FROM BUSINESS WORLD OF 27 OCTOBER 2006
Oh! For nerves
of steel
Metals can be
strong, malleable and durable. In a world made up of stones, dust, wood, water
and mud, they can be immensely useful to mankind. They are available in
abundance; but except for gold, whose nuggets can be picked up from some
streams, they are all inextricably mixed up with oxygen, nitrogen, sulphur and
such other ‘impurities’. They can be separated, generally by heating to high
temperatures together with carbon. The commonest form of coal was charcoal obtained
by burning wood with insufficient air. But as demand for iron in construction
and machinery grew, Europe began to run out of wood; so mineral coal replaced
it in the eighteenth century. Nowadays, metals are often smelted with
electricity.
Aluminium requires
such high temperatures to separate it from its oxide that it is entirely
smelted with electricity. As electricity has become cheaper, so has aluminium
in the past 50 years, and it has replaced steel in many uses. Glass and
plastics have similarly come into structural use, and have eaten into the
markets for steel.
Today, steel is
mainly used in two sorts of applications: in buildings and large structures,
and in boxes of various shapes and sizes from cars to fridges to ships. The
latter use steel sheets; the former mostly bars, although a sheet can also be
used by bending it into a U or a T. Boxes cost more than houses and use less
steel; so flat steel is more expensive, and pays more. Arcelor is mainly in
sheets, whereas Mittal’s plants mostly produce bars; that is why the managing
director of Arcelor said that the difference between Arcelor and Mittal Steel
was like the difference between perfume and eau de cologne. It has been
reported that Tata Steel produces steel at $160 a ton and Corus at $540. That
is because Corus makes generally higher-quality steel which can be sold in
Europe at three times the price.
After two
centuries of large-scale production, much metal is now available in scrap, and
can be restored for further use simply by heating and melting. So all of it
does not have to produced from ores. The US and Europe, having used much steel
for two centuries, have more scrap available. China, Korea and India, which
were poor and undeveloped, generate less scrap, and need more ore for the steel
they make.
Iron is a very
common element; wherever you see red earth, like in Kerala, it will have iron
in it. Ore may contain iron from anywhere between minute quantities and 70 per
cent; the more iron it has, the cheaper it is to make steel from it. There are
only a few places in the world which have mountains of ore rich in iron;
Australia, India and Brazil are the major ones. Countries whose steel demand is
rising fast and cannot be largely met from scrap or their own ore worry about getting
enough ore. Amongst them, both the Koreans and Chinese have been scouting
around the world. The Chinese, who would not be allowed a toehold in India, are
buying mostly from Australia and increasingly from Brazil. The Koreans, who are
feeling the heat of Chinese competition for ore, are casting an eye at India;
India, being a typical bride, is reacting with suspicion and hostility.
Steel is bulky
and costly to transport. Its production costs vary enormously across the world
depending on the cost of ore, scrap, coal and electricity. Many countries have
old plants employing thousands, and protect their steel industries to protect
the jobs. So however low its costs, a steelmaker like the Tatas cannot produce
steel in one place and sell it round the world.
The Chinese have
been increasing output very fast. And their accounting practices are not the
same as of conventional accountants; they may well subsidize steel exports.

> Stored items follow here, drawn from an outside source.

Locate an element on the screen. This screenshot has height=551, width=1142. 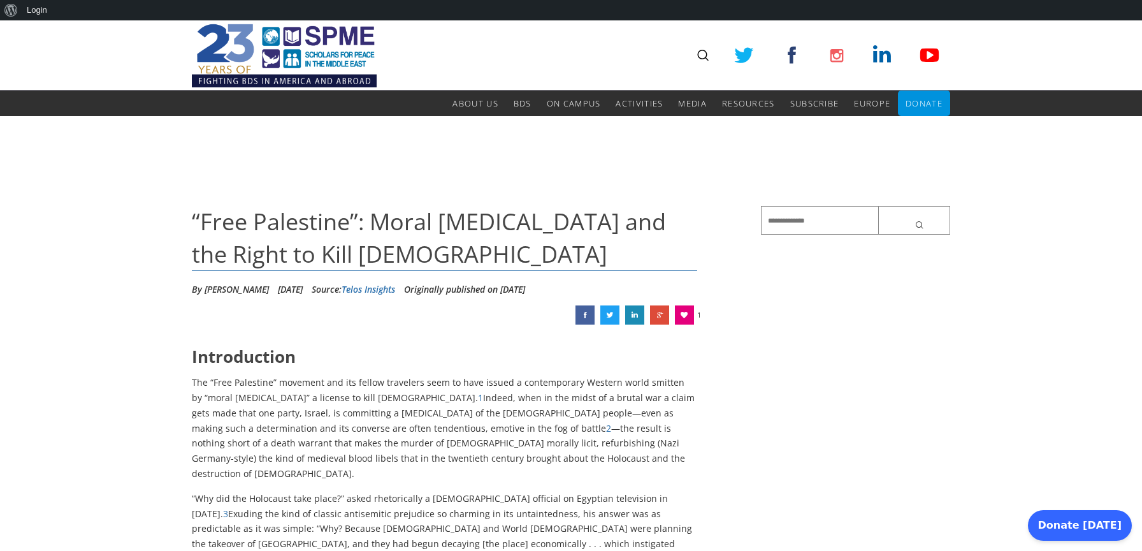
span: BDS is located at coordinates (523, 103).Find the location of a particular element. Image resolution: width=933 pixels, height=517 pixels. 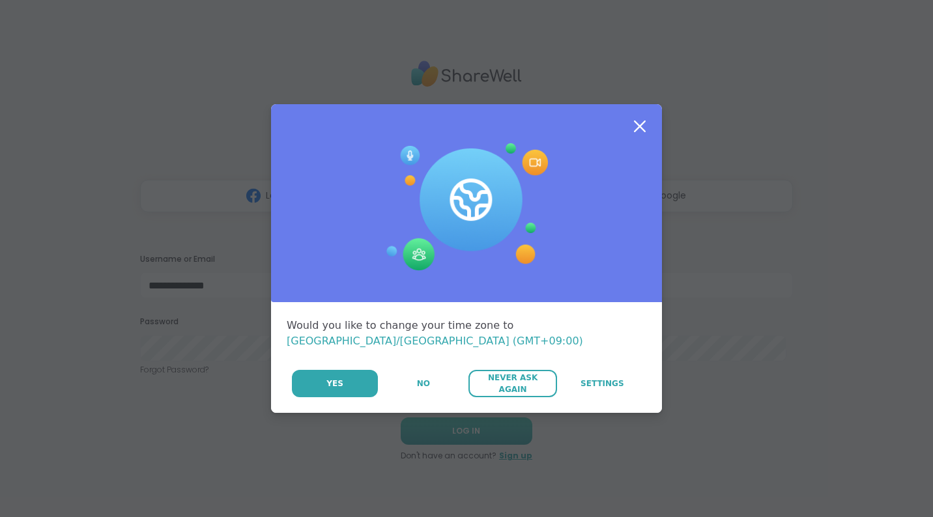

span: Never Ask Again is located at coordinates (512, 384).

That worries steel producers round the world; they have been looking for
strategies to survive in a Chinese-dominated steel market. Mittal was the first
to devise a strategy. He bought up troubled steel plants in many countries
across the world. He can rely on local protection; if, in addition, he can
raise raise efficiency of any plants, that is a bonus.
Other
steelmakers see the logic of Mittal’s strategy, and are trying to break out of
their national bastions. Hence Pohang Steel’s attempt to enter India, and the
Tatas’ excursions into South-east Asia, and now Britain.
But risks can
only be spread, not reduced. The Tatas are exchanging the risk of a single
location for the risk of being leveraged; if, for some reason, Corus does not
do well under their umbrella, the Tatas can be in deep financial trouble. The
Tatas are a very sound, conservative business house; this is not the kind of
risk they would take without good reason. But with India opening up, the Tatas’
world has changed. They have to think of surviving in an integrating world; the
acquisition of Corus is their survival strategy.